Gastroenterology Associates of New Jersey also sees patients with considerable anxiety associated with their GI conditions – which of course makes symptoms worse.
“Working with psychologists and therapists who are specially trained in GI conditions and gut-brain interventions is critical, but access to these specialists locally is rare – and usually comes with a high out-of-pocket burden for patients,” Pavlou said.
“Giving patients the best of virtual and in-person care is supported by two-way information exchange,” he continued. “Co-managed patient care is achieved through EHR and health information exchanges, as well as more traditional means of collaboration like provider-to-provider calls where discussion is warranted.
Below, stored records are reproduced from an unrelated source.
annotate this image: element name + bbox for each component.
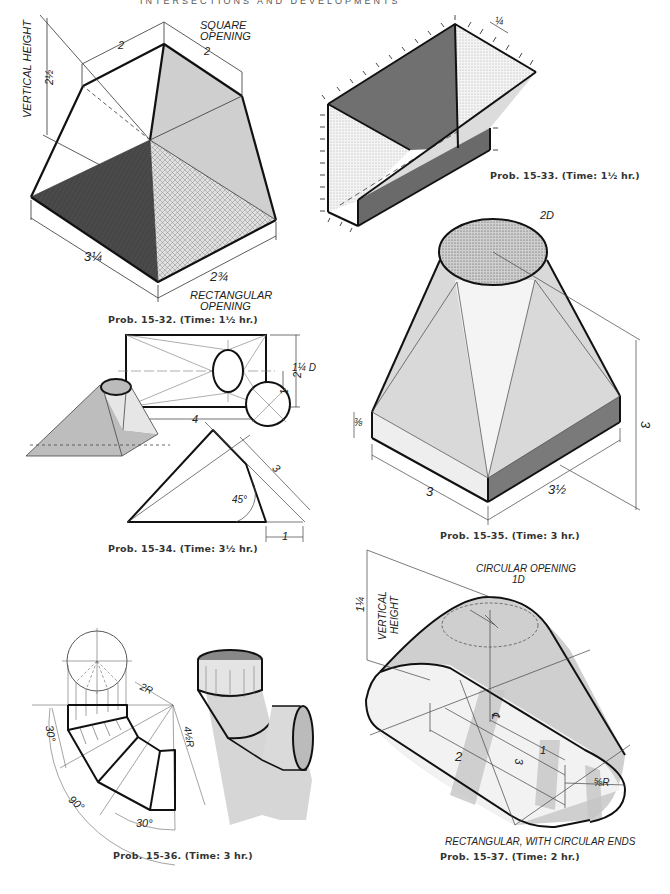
transition-drawing [340, 200, 670, 545]
plan-offset-label: 1 [279, 389, 290, 395]
dim-1-label: 1 [540, 745, 546, 756]
angle-label: 45° [232, 495, 247, 505]
caption-15-32: Prob. 15-32. (Time: 1½ hr.) [108, 314, 258, 325]
figure-15-36: 2R 4½R 30° 90° 30° Prob. 15-36. (Time: 3… [0, 620, 340, 894]
vertical-height-label-2: HEIGHT [390, 596, 400, 634]
figure-15-32: VERTICAL HEIGHT 2½ SQUARE OPENING 2 2 3¼… [0, 0, 320, 330]
caption-15-36: Prob. 15-36. (Time: 3 hr.) [113, 850, 253, 861]
base-b-label: 2¾ [210, 270, 228, 283]
base-a-label: 3¼ [84, 250, 102, 263]
elbow-pictorial [198, 650, 313, 825]
base-offset-label: 1 [282, 531, 288, 542]
caption-15-37: Prob. 15-37. (Time: 2 hr.) [440, 851, 580, 862]
thickness-label: ¼ [495, 17, 503, 27]
rect-ends-label: RECTANGULAR, WITH CIRCULAR ENDS [445, 837, 635, 847]
height-value-label: 1¼ [355, 597, 366, 612]
square-opening-label-2: OPENING [200, 31, 251, 42]
top-diameter-label: 2D [540, 210, 554, 221]
frustum-drawing [0, 0, 320, 320]
top-side-b-label: 2 [204, 46, 210, 57]
base-b-label: 3½ [548, 483, 566, 496]
segment-angle-top-label: 30° [43, 724, 57, 742]
dim-3-label: 3 [513, 758, 524, 764]
vertical-height-label: VERTICAL HEIGHT [22, 20, 33, 118]
vertical-height-label-1: VERTICAL [378, 591, 388, 640]
base-thickness-label: ⅜ [354, 418, 362, 428]
figure-15-34: 2 1 4 1¼ D 3 45° 1 Prob. 15-34. (Time: 3… [0, 330, 340, 600]
plan-view-drawing [0, 330, 340, 600]
segment-angle-bottom-label: 30° [136, 818, 153, 829]
end-radius-label: ⅝R [594, 778, 610, 788]
circular-opening-label-2: 1D [512, 575, 525, 585]
height-label: 3 [639, 421, 652, 428]
plan-width-label: 4 [192, 414, 198, 425]
top-side-a-label: 2 [118, 40, 124, 51]
base-a-label: 3 [426, 485, 433, 498]
centerline-label: ℄ [490, 712, 501, 719]
height-value-label: 2½ [44, 70, 55, 85]
circular-opening-label-1: CIRCULAR OPENING [476, 564, 576, 574]
caption-15-34: Prob. 15-34. (Time: 3½ hr.) [108, 543, 258, 554]
figure-15-37: 1¼ VERTICAL HEIGHT CIRCULAR OPENING 1D ℄… [340, 540, 670, 894]
textbook-page: INTERSECTIONS AND DEVELOPMENTS [0, 0, 670, 894]
circle-diameter-label: 1¼ D [292, 363, 316, 373]
figure-15-35: 2D ⅜ 3 3½ 3 Prob. 15-35. (Time: 3 hr.) [340, 200, 670, 545]
caption-15-33: Prob. 15-33. (Time: 1½ hr.) [490, 170, 640, 181]
rect-opening-label-2: OPENING [200, 301, 251, 312]
dim-2-label: 2 [455, 750, 462, 763]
This hybrid model has a purpose-built commitment to data sharing and integration.”
RESULTS
The endpoints the practice is measuring are aspects already proven: access, patient outcomes and enhanced care, Pavlou explained.
“Beyond scaling access to care, hybrid virtual care will bring wider value to our medical group to optimize practice capacity and support operational excellence by focusing on what happens between visits,” he said. “In gastroenterology, where access and cost have become the focus of health plans, hybrid collaboration enables multidisciplinary care, standardized outcome measurement and an exemplary patient experience.
“We will be measuring all of these metrics and believe the impact on our patients’ lives will differentiate our practice,” he added.
ADVICE FOR OTHERS
“In this time of ever-growing patient demand and overburdened clinical practices, I advocate that assessing and negotiating the right partnerships with digitally enabled virtual care clinics needs to be a core competency for the next generation of medical group leaders,” Pavlou advised. “Geography, subspecialty access, payment models and clinician culture are all factors they must take into account when determining the right model for hybrid partnerships.
“With the right execution, this extension of the care team can optimize practice capacity for necessary in-person care, improve and measure outcomes, and empower their clinicians with better options for their patients,” he concluded.